Showing posts with label Little Ham. Show all posts
Showing posts with label Little Ham. Show all posts

Wednesday, July 14, 2010

Little Ham

Call & Post - April 2, 1936
Gilpin Scores in “Little Ham”

Offering the premiere of Langston Hughes’ newest vehicle, the Gilpin Players of the Playhouse Settlement have made another step froward. The Karamu Theatre has been filled to capacity for every performance since the play opened last Tuesday. A vivid portrayal of life in Harlem.
Little Ham is hilarious. I mean, it’s hysterical. Reading the cadences of these richly drawn, broad characters, it was impossible not to hear them, to see them. Maybe, hopefully, someday I will. I have been enamored of Hughes as a poet. I had not experienced any of his plays. I was wildly surprised.

Hamlet Hitchcock Jones is a player, but that is not to judge, everyone in this show is a player in one form or another and it is a world that does not condemn anyone for how they choose to make their way through life. Gambling, promiscuity, lying any which way to can to ingratiate yourself with anyone to get whatever it is you are looking for, it’s all the same to everyone.

It’s a comedy, and a period comedy at that. Written in 1935, it is set in the late (“roaring”) 20s in a version of Harlem where the people may be poor, but they are eternally optimistic. “Little Ham” as he is known (he is, uh, a short young man) is a charming shoe-shiner and numbers runner and by the end of the evening there have been songs, fist fights, a Mae West impersonation, live gunfire, and a dance contest live onstage - and Ham avoids several self-inflicted scrapes to end the night with everything he wanted as though he had it all coming to him.

Now I must read Mulatto - not as though that were a chore, but it is another of Hughes’ plays which was currently running in New York. That one is a drama, and after reading so much “non-colored” press, I feel the need to read something … less cartoony. Hughes’ work is full of fun and delight, and inoffensive because the characters, though ridiculous in their way, are not the subjects of derision. Not like the black maid in Merrily We Roll Along, who, though so many characters in that show are beneath contempt, is one of two people in the piece who are entirely disposable, who exist as decor. The other would be the Japanese houseboy Ito (why are all Japanese houseboys named Ito?)

Friday, January 29, 2010

Langston Hughes


James Mercer Langston Hughes, (February 1, 1902 – May 22, 1967) was born in Joplin, Missouri, but spent most of his childhood with his grandmother in Lawrence, Kansas.
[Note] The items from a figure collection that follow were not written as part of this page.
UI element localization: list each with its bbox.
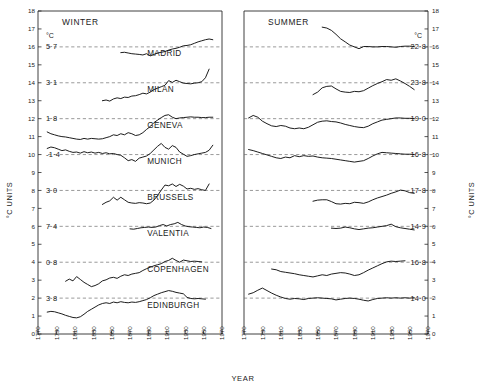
summer-mean-munich: 16·8: [410, 150, 426, 159]
x-tick-label-winter-1850: 1850: [108, 326, 115, 340]
y-tick-label-left-17: 17: [28, 25, 35, 32]
y-tick-label-left-6: 6: [32, 223, 36, 230]
panel-frame-winter: [38, 11, 222, 334]
x-tick-label-summer-1870: 1870: [332, 326, 339, 340]
series-label-copenhagen: COPENHAGEN: [147, 265, 209, 274]
series-label-munich: MUNICH: [147, 157, 182, 166]
series-label-madrid: MADRID: [147, 49, 181, 58]
panel-frame-summer: [244, 11, 428, 334]
x-tick-label-summer-1970: 1970: [424, 326, 431, 340]
figure-canvas: 0011223344556677889910101111121213131414…: [0, 0, 486, 387]
winter-mean-madrid: 5·7: [46, 42, 57, 51]
y-tick-label-left-8: 8: [32, 187, 36, 194]
x-tick-label-summer-1910: 1910: [369, 326, 376, 340]
series-milan-summer: [313, 79, 414, 95]
series-madrid-summer: [322, 27, 414, 49]
temperature-series-chart: 0011223344556677889910101111121213131414…: [0, 0, 486, 387]
y-tick-label-left-2: 2: [32, 294, 36, 301]
x-tick-label-winter-1950: 1950: [200, 326, 207, 340]
summer-mean-brussels: 17·8: [410, 186, 426, 195]
winter-panel-title: WINTER: [62, 17, 99, 27]
summer-panel-title: SUMMER: [268, 17, 309, 27]
y-tick-label-left-4: 4: [32, 258, 36, 265]
x-tick-label-summer-1830: 1830: [296, 326, 303, 340]
y-tick-label-right-1: 1: [432, 312, 436, 319]
series-munich-summer: [249, 150, 415, 163]
y-tick-label-left-18: 18: [28, 7, 35, 14]
y-tick-label-left-12: 12: [28, 115, 35, 122]
y-tick-label-left-5: 5: [32, 240, 36, 247]
y-tick-label-right-15: 15: [432, 61, 439, 68]
series-label-valentia: VALENTIA: [147, 229, 189, 238]
y-tick-label-right-3: 3: [432, 276, 436, 283]
winter-mean-copenhagen: 0·8: [46, 258, 57, 267]
x-tick-label-winter-1770: 1770: [34, 326, 41, 340]
x-tick-label-winter-1890: 1890: [145, 326, 152, 340]
summer-mean-milan: 23·8: [410, 78, 426, 87]
y-tick-label-left-3: 3: [32, 276, 36, 283]
y-axis-title-left: °C UNITS: [5, 182, 14, 219]
y-tick-label-right-18: 18: [432, 7, 439, 14]
y-tick-label-left-7: 7: [32, 205, 36, 212]
winter-mean-geneva: 1·8: [46, 114, 57, 123]
y-axis-title-right: °C UNITS: [467, 182, 476, 219]
y-tick-label-right-5: 5: [432, 240, 436, 247]
x-tick-label-summer-1790: 1790: [259, 326, 266, 340]
summer-mean-geneva: 19·0: [410, 114, 426, 123]
summer-mean-copenhagen: 16·8: [410, 258, 426, 267]
summer-mean-valentia: 14·9: [410, 222, 426, 231]
summer-mean-madrid: 22·8: [410, 42, 426, 51]
series-brussels-summer: [313, 190, 414, 204]
y-tick-label-right-0: 0: [432, 330, 436, 337]
y-tick-label-right-9: 9: [432, 169, 436, 176]
y-tick-label-right-13: 13: [432, 97, 439, 104]
unit-marker-winter: °C: [46, 32, 54, 39]
x-tick-label-summer-1770: 1770: [240, 326, 247, 340]
series-copenhagen-summer: [272, 261, 405, 277]
series-label-milan: MILAN: [147, 85, 174, 94]
series-label-brussels: BRUSSELS: [147, 193, 194, 202]
y-tick-label-left-13: 13: [28, 97, 35, 104]
unit-marker-summer: °C: [414, 32, 422, 39]
y-tick-label-left-11: 11: [29, 133, 36, 140]
y-tick-label-left-16: 16: [28, 43, 35, 50]
x-axis-title: YEAR: [231, 374, 254, 383]
x-tick-label-summer-1890: 1890: [351, 326, 358, 340]
y-tick-label-right-7: 7: [432, 205, 436, 212]
x-tick-label-summer-1810: 1810: [277, 326, 284, 340]
y-tick-label-left-10: 10: [28, 151, 35, 158]
y-tick-label-left-15: 15: [28, 61, 35, 68]
y-tick-label-left-14: 14: [28, 79, 35, 86]
x-tick-label-summer-1850: 1850: [314, 326, 321, 340]
series-edinburgh-summer: [249, 288, 415, 301]
y-tick-label-left-1: 1: [32, 312, 36, 319]
winter-mean-valentia: 7·4: [46, 222, 57, 231]
y-tick-label-right-17: 17: [432, 25, 439, 32]
series-geneva-summer: [249, 115, 415, 128]
winter-mean-edinburgh: 3·8: [46, 294, 57, 303]
x-tick-label-winter-1970: 1970: [218, 326, 225, 340]
x-tick-label-winter-1910: 1910: [163, 326, 170, 340]
y-tick-label-left-9: 9: [32, 169, 36, 176]
x-tick-label-summer-1950: 1950: [406, 326, 413, 340]
series-label-edinburgh: EDINBURGH: [147, 301, 199, 310]
y-tick-label-right-11: 11: [432, 133, 439, 140]
x-tick-label-summer-1930: 1930: [388, 326, 395, 340]
series-valentia-summer: [331, 224, 414, 230]
winter-mean-brussels: 3·0: [46, 186, 57, 195]
x-tick-label-winter-1870: 1870: [126, 326, 133, 340]
x-tick-label-winter-1810: 1810: [71, 326, 78, 340]
winter-mean-munich: -1·4: [46, 150, 60, 159]
winter-mean-milan: 3·1: [46, 78, 57, 87]
x-tick-label-winter-1790: 1790: [53, 326, 60, 340]
x-tick-label-winter-1830: 1830: [90, 326, 97, 340]
series-label-geneva: GENEVA: [147, 121, 183, 130]
series-munich-winter: [47, 143, 213, 161]
x-tick-label-winter-1930: 1930: [182, 326, 189, 340]
summer-mean-edinburgh: 14·0: [410, 294, 426, 303]
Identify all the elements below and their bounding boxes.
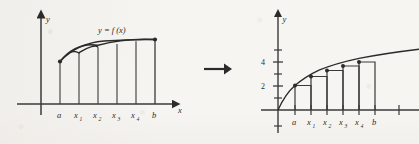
right-dot-x1 bbox=[309, 75, 313, 79]
right-tick-x2: x bbox=[322, 117, 327, 127]
rect-1 bbox=[295, 86, 311, 111]
right-tick-x4: x bbox=[354, 117, 359, 127]
right-tick-x3-sub: 3 bbox=[344, 123, 348, 129]
right-tick-x4-sub: 4 bbox=[361, 123, 364, 129]
rect-2 bbox=[311, 77, 327, 111]
right-tick-x1: x bbox=[306, 117, 311, 127]
right-ytick-label-4: 4 bbox=[261, 58, 265, 67]
left-tick-x2-sub: 2 bbox=[99, 116, 102, 122]
left-x-tick-labels: a x 1 x 2 x 3 x 4 b bbox=[57, 110, 156, 122]
left-dot-a bbox=[58, 59, 62, 63]
right-dot-x4 bbox=[357, 60, 361, 64]
figure-canvas: y x y = f (x) a x 1 x 2 x 3 x 4 bbox=[0, 0, 419, 144]
right-tick-x2-sub: 2 bbox=[329, 123, 332, 129]
right-y-axis-label: y bbox=[282, 14, 287, 24]
right-dot-x3 bbox=[341, 64, 345, 68]
left-tick-x4: x bbox=[130, 110, 135, 120]
left-tick-x4-sub: 4 bbox=[137, 116, 140, 122]
rect-5 bbox=[359, 62, 375, 110]
right-tick-x1-sub: 1 bbox=[313, 123, 316, 129]
left-tick-b: b bbox=[152, 110, 156, 120]
left-tick-a: a bbox=[57, 110, 61, 120]
right-dot-x2 bbox=[325, 69, 329, 73]
right-panel: y 2 4 bbox=[237, 0, 419, 144]
right-tick-a: a bbox=[292, 117, 296, 127]
right-dot-a bbox=[293, 84, 297, 88]
right-ytick-label-2: 2 bbox=[261, 82, 265, 91]
left-tick-x3: x bbox=[111, 110, 116, 120]
rect-3 bbox=[327, 71, 343, 111]
left-tick-x3-sub: 3 bbox=[117, 116, 121, 122]
left-curve-label: y = f (x) bbox=[97, 25, 126, 35]
right-arrow-icon bbox=[204, 64, 232, 75]
left-x-axis-label: x bbox=[177, 105, 182, 115]
right-tick-b: b bbox=[372, 117, 376, 127]
left-tick-x2: x bbox=[92, 110, 97, 120]
left-tick-x1: x bbox=[73, 110, 78, 120]
right-x-tick-labels: a x 1 x 2 x 3 x 4 b bbox=[292, 117, 376, 129]
rect-4 bbox=[343, 66, 359, 110]
right-curve bbox=[278, 49, 419, 110]
left-tick-x1-sub: 1 bbox=[80, 116, 83, 122]
transition-arrow-group bbox=[198, 0, 238, 144]
right-tick-x3: x bbox=[338, 117, 343, 127]
left-panel: y x y = f (x) a x 1 x 2 x 3 x 4 bbox=[0, 0, 205, 144]
left-y-axis-label: y bbox=[45, 14, 50, 24]
left-dot-b bbox=[153, 37, 157, 41]
riemann-rectangles bbox=[295, 62, 375, 110]
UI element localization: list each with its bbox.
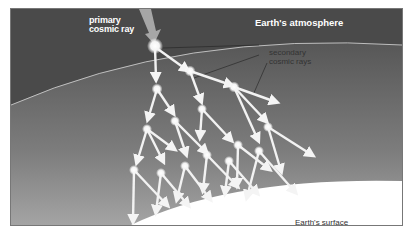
primary-cosmic-ray-label: primary cosmic ray [89,16,134,34]
atmosphere-label: Earth's atmosphere [255,17,343,28]
earth-surface-label: Earth's surface [295,218,348,226]
cascade-diagram [11,9,402,225]
primary-label-line2: cosmic ray [89,25,134,34]
diagram-frame: primary cosmic ray Earth's atmosphere se… [10,8,403,226]
secondary-cosmic-rays-label: secondary cosmic rays [269,49,311,66]
secondary-label-line2: cosmic rays [269,58,311,67]
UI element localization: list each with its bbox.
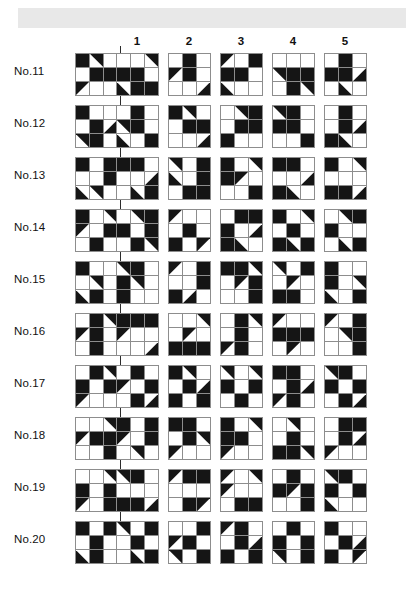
cell-7-bl xyxy=(287,186,301,200)
question-figure-no18[interactable] xyxy=(75,417,118,460)
option-figure-no16-5[interactable] xyxy=(324,313,367,356)
option-figure-no11-5[interactable] xyxy=(324,53,367,96)
cell-3-0 xyxy=(221,536,235,550)
option-figure-no11-3[interactable] xyxy=(220,53,263,96)
option-figure-no11-4[interactable] xyxy=(272,53,315,96)
option-figure-no16-4[interactable] xyxy=(272,313,315,356)
option-figure-no16-2[interactable] xyxy=(168,313,211,356)
option-figure-no13-1[interactable] xyxy=(116,157,159,200)
puzzle-row: No.12 xyxy=(0,100,406,152)
cell-4-tr xyxy=(90,276,104,290)
cell-5-br xyxy=(249,224,263,238)
option-figure-no16-3[interactable] xyxy=(220,313,263,356)
option-figure-no18-3[interactable] xyxy=(220,417,263,460)
cell-7-tl xyxy=(287,342,301,356)
option-figure-no20-2[interactable] xyxy=(168,521,211,564)
cell-1-0 xyxy=(287,314,301,328)
option-figure-no18-2[interactable] xyxy=(168,417,211,460)
cell-0-tl xyxy=(325,314,339,328)
option-figure-no17-5[interactable] xyxy=(324,365,367,408)
question-figure-no17[interactable] xyxy=(75,365,118,408)
cell-4-1 xyxy=(183,68,197,82)
question-figure-no16[interactable] xyxy=(75,313,118,356)
option-figure-no20-5[interactable] xyxy=(324,521,367,564)
option-figure-no19-4[interactable] xyxy=(272,469,315,512)
option-figure-no13-4[interactable] xyxy=(272,157,315,200)
cell-0-1 xyxy=(76,262,90,276)
cell-4-0 xyxy=(90,224,104,238)
cell-1-1 xyxy=(287,158,301,172)
cell-4-0 xyxy=(131,172,145,186)
cell-8-0 xyxy=(301,342,315,356)
option-figure-no17-4[interactable] xyxy=(272,365,315,408)
cell-0-1 xyxy=(169,418,183,432)
cell-7-0 xyxy=(235,290,249,304)
option-figure-no14-3[interactable] xyxy=(220,209,263,252)
option-figure-no15-3[interactable] xyxy=(220,261,263,304)
option-figure-no18-5[interactable] xyxy=(324,417,367,460)
cell-7-0 xyxy=(339,290,353,304)
option-figure-no17-2[interactable] xyxy=(168,365,211,408)
option-figure-no20-3[interactable] xyxy=(220,521,263,564)
cell-1-1 xyxy=(339,470,353,484)
option-figure-no14-1[interactable] xyxy=(116,209,159,252)
option-figure-no19-2[interactable] xyxy=(168,469,211,512)
option-figure-no12-2[interactable] xyxy=(168,105,211,148)
option-figure-no12-4[interactable] xyxy=(272,105,315,148)
cell-6-1 xyxy=(325,550,339,564)
cell-1-tr xyxy=(235,106,249,120)
cell-1-0 xyxy=(183,158,197,172)
option-figure-no18-1[interactable] xyxy=(116,417,159,460)
option-figure-no14-2[interactable] xyxy=(168,209,211,252)
cell-1-0 xyxy=(339,522,353,536)
option-figure-no17-3[interactable] xyxy=(220,365,263,408)
option-figure-no11-2[interactable] xyxy=(168,53,211,96)
option-figure-no14-4[interactable] xyxy=(272,209,315,252)
cell-5-0 xyxy=(353,224,367,238)
question-figure-no11[interactable] xyxy=(75,53,118,96)
option-figure-no19-3[interactable] xyxy=(220,469,263,512)
option-figure-no17-1[interactable] xyxy=(116,365,159,408)
option-figure-no15-5[interactable] xyxy=(324,261,367,304)
option-figure-no11-1[interactable] xyxy=(116,53,159,96)
question-figure-no14[interactable] xyxy=(75,209,118,252)
option-figure-no12-1[interactable] xyxy=(116,105,159,148)
cell-8-1 xyxy=(145,186,159,200)
option-figure-no13-3[interactable] xyxy=(220,157,263,200)
option-figure-no14-5[interactable] xyxy=(324,209,367,252)
option-figure-no13-2[interactable] xyxy=(168,157,211,200)
option-figure-no16-1[interactable] xyxy=(116,313,159,356)
option-figure-no12-5[interactable] xyxy=(324,105,367,148)
question-figure-no13[interactable] xyxy=(75,157,118,200)
option-figure-no20-1[interactable] xyxy=(116,521,159,564)
cell-5-0 xyxy=(197,328,211,342)
option-figure-no18-4[interactable] xyxy=(272,417,315,460)
cell-6-0 xyxy=(169,498,183,512)
cell-8-br xyxy=(197,82,211,96)
option-figure-no15-4[interactable] xyxy=(272,261,315,304)
question-figure-no15[interactable] xyxy=(75,261,118,304)
option-figure-no19-1[interactable] xyxy=(116,469,159,512)
cell-0-1 xyxy=(117,418,131,432)
cell-0-1 xyxy=(273,158,287,172)
question-figure-no20[interactable] xyxy=(75,521,118,564)
cell-3-0 xyxy=(325,172,339,186)
option-figure-no12-3[interactable] xyxy=(220,105,263,148)
cell-6-0 xyxy=(273,82,287,96)
cell-7-1 xyxy=(131,498,145,512)
question-figure-no19[interactable] xyxy=(75,469,118,512)
option-figure-no15-1[interactable] xyxy=(116,261,159,304)
option-figure-no13-5[interactable] xyxy=(324,157,367,200)
option-figure-no19-5[interactable] xyxy=(324,469,367,512)
cell-0-1 xyxy=(117,314,131,328)
cell-0-1 xyxy=(221,418,235,432)
option-figure-no15-2[interactable] xyxy=(168,261,211,304)
cell-8-0 xyxy=(249,446,263,460)
cell-5-0 xyxy=(353,172,367,186)
option-figure-no20-4[interactable] xyxy=(272,521,315,564)
cell-6-1 xyxy=(169,342,183,356)
cell-6-1 xyxy=(169,290,183,304)
question-figure-no12[interactable] xyxy=(75,105,118,148)
cell-3-1 xyxy=(325,224,339,238)
cell-4-1 xyxy=(183,536,197,550)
After her death, he eventually reunited with his mother and and they and his step-father moved to Cleveland, where he attended high school.
The Hughes' home in Cleveland was sold in foreclosure in 2009; the 2.5-story, wood-frame house on the city's east side was sold at a sheriff's auction in February for $16,667. - Wikipedia
Hughes had relocated to New York and gained success on Broadway with Mulatto, when he accepted the position of playwright in residence at Karamu House from 1936 to 1939, a position only recently-revived and currently held by Michael Oatman.

In 1936 alone several of his plays received world premieres, including Little Ham (opened March 24) about a Harlem numbers game. Plain Dealer critic William McDermott said, "as a folk-picture of Harlem life it is rich in character in humor."

Other premieres included When Jack Hollers (written with Arna Bontemps, the cast included Margaret Williams as Queen Esther, Jack Stewart as Bogator, Paul Banks as Rev. Lovelady, William Day as Jerico, Don McGregor as Sid Lowery and Nolan Bell as Arcie) and Troubled Island, a "historical panorama" about Haiti that had a cast of sixty-five and was later adapted into an opera by William Grant Still.

When I was an actor-educator at Karamu in 1991, the offices for the education department were in the space previously occupied by Hughes' old apartment.

To this day Karamu produces Langston Hughes' Black Nativity during the holidays.